#687 Chuck’s Place: Deeds of Denial & Indulgence

“Denying oneself is an indulgence. The indulgence of denying is by far the worst; it forces us to believe that we are doing great things, when in effect we are only fixed within ourselves.”

In this quote from A Separate Reality, Carlos Castaneda unmasks the self-importance of self-denial. On the one hand, Americans overindulge and, on the other hand, have a puritanical guilt complex about it. What Carlos is challenging is the self-definition of becoming valuable because we begin a collection, a new inventory of deeds of denial and feel good about ourselves accordingly.

Certainly, the inability to discipline the self comes with a huge price. On the other hand, disciplining the self and accomplishing great deeds also comes with a huge price, the illusion of permanence. The challenge is to avoid becoming a collector of anything, huge deeds or huge misdeeds, indulgence or denial.

Self-importance appears with many faces, asceticism and worldly accumulation are but two. Beware as well of the middle way: if you find pride in your attachment to balance, once again self-importance has found its way into your self-definition. Better to indulge, to break the accumulation of days of pride in having achieved the better way. ‘Tis better to pick up after a year of sobriety and restart the steps than to indulge in thirty self-important years of dryness and rage.

Break all the rules. But beware not to get attached to the self-importance of being a rule breaker. If you fall into that trap, better to become consistent and disciplined to erase any attachment to the self-importance of the maverick. Self-definitions are rigid and fixed and make us appear to “be something.” Better to be nothing and everything, as fits the situation. This is fluidity, the ideal place to be. Of course, it’s possible to get caught in the self-importance of being fluid! In that case, it might be important to become rigid and unrelenting, to break the spell of unwittingly becoming fixed within as a superior fluid being.

I close today with another quote, from the Tao Te Ching:

“To hold things and be proud of them is not as good as not to have them,
Because if one insists on an extreme, that extreme will not dwell long.
When a room is full of precious things, one will never be able to preserve them.
When one is wealthy, high ranking, and proud of himself, he invites misfortune.
When one’s task is completed and his mission is fulfilled, he removes himself from his position.
This is indeed the way of Nature!”

If you wish to correspond, please feel free to post a comment below.

Until we meet again,
Chuck

NOTE: The quotes above come from The Wheel of Time by Carlos Castaneda, p. 53 and Tao: A New Way of Thinking by Chang Chung-yuan, p. 25.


Instructions for the task:
Images are to be left out when the records below are printed word for word.

Data supplied:
□ □ □

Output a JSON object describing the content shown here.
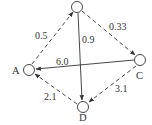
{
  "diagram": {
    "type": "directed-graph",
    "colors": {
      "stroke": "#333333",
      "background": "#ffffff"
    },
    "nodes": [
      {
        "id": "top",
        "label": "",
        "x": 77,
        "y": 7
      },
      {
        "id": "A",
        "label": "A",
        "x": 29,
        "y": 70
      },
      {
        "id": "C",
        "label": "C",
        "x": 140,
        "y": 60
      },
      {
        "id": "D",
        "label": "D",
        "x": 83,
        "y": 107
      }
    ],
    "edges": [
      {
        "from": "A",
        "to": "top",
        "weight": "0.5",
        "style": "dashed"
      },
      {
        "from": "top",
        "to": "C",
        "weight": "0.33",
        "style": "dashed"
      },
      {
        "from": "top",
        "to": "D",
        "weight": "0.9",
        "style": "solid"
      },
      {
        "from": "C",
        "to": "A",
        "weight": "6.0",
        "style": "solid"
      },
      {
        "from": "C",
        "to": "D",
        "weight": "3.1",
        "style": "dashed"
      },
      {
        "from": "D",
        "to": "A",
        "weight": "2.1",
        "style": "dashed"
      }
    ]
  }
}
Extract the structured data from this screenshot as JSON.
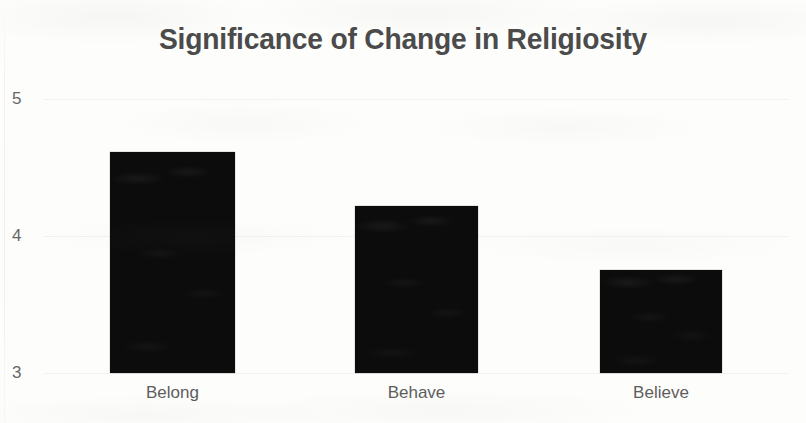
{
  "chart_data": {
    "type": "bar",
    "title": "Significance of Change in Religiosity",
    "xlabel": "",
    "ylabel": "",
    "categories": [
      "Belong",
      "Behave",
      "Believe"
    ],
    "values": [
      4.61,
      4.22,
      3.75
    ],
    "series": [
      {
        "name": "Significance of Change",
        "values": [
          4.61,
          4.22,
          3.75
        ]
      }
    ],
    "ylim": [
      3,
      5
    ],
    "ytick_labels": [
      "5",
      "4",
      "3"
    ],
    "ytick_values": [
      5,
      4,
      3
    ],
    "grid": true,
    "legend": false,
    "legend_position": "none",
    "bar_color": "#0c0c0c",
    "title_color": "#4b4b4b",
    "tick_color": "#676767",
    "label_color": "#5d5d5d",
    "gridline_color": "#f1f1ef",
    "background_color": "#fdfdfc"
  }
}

□ □ □

Answer for the task:
Output a JSON object describing the content shown here.
{
  "diagram": {
    "type": "directed-graph",
    "colors": {
      "stroke": "#333333",
      "background": "#ffffff"
    },
    "nodes": [
      {
        "id": "top",
        "label": "",
        "x": 77,
        "y": 7
      },
      {
        "id": "A",
        "label": "A",
        "x": 29,
        "y": 70
      },
      {
        "id": "C",
        "label": "C",
        "x": 140,
        "y": 60
      },
      {
        "id": "D",
        "label": "D",
        "x": 83,
        "y": 107
      }
    ],
    "edges": [
      {
        "from": "A",
        "to": "top",
        "weight": "0.5",
        "style": "dashed"
      },
      {
        "from": "top",
        "to": "C",
        "weight": "0.33",
        "style": "dashed"
      },
      {
        "from": "top",
        "to": "D",
        "weight": "0.9",
        "style": "solid"
      },
      {
        "from": "C",
        "to": "A",
        "weight": "6.0",
        "style": "solid"
      },
      {
        "from": "C",
        "to": "D",
        "weight": "3.1",
        "style": "dashed"
      },
      {
        "from": "D",
        "to": "A",
        "weight": "2.1",
        "style": "dashed"
      }
    ]
  }
}
Extract the structured data from this screenshot as JSON.
{
  "chart_data": {
    "type": "bar",
    "title": "Significance of Change in Religiosity",
    "xlabel": "",
    "ylabel": "",
    "categories": [
      "Belong",
      "Behave",
      "Believe"
    ],
    "values": [
      4.61,
      4.22,
      3.75
    ],
    "series": [
      {
        "name": "Significance of Change",
        "values": [
          4.61,
          4.22,
          3.75
        ]
      }
    ],
    "ylim": [
      3,
      5
    ],
    "ytick_labels": [
      "5",
      "4",
      "3"
    ],
    "ytick_values": [
      5,
      4,
      3
    ],
    "grid": true,
    "legend": false,
    "legend_position": "none",
    "bar_color": "#0c0c0c",
    "title_color": "#4b4b4b",
    "tick_color": "#676767",
    "label_color": "#5d5d5d",
    "gridline_color": "#f1f1ef",
    "background_color": "#fdfdfc"
  }
}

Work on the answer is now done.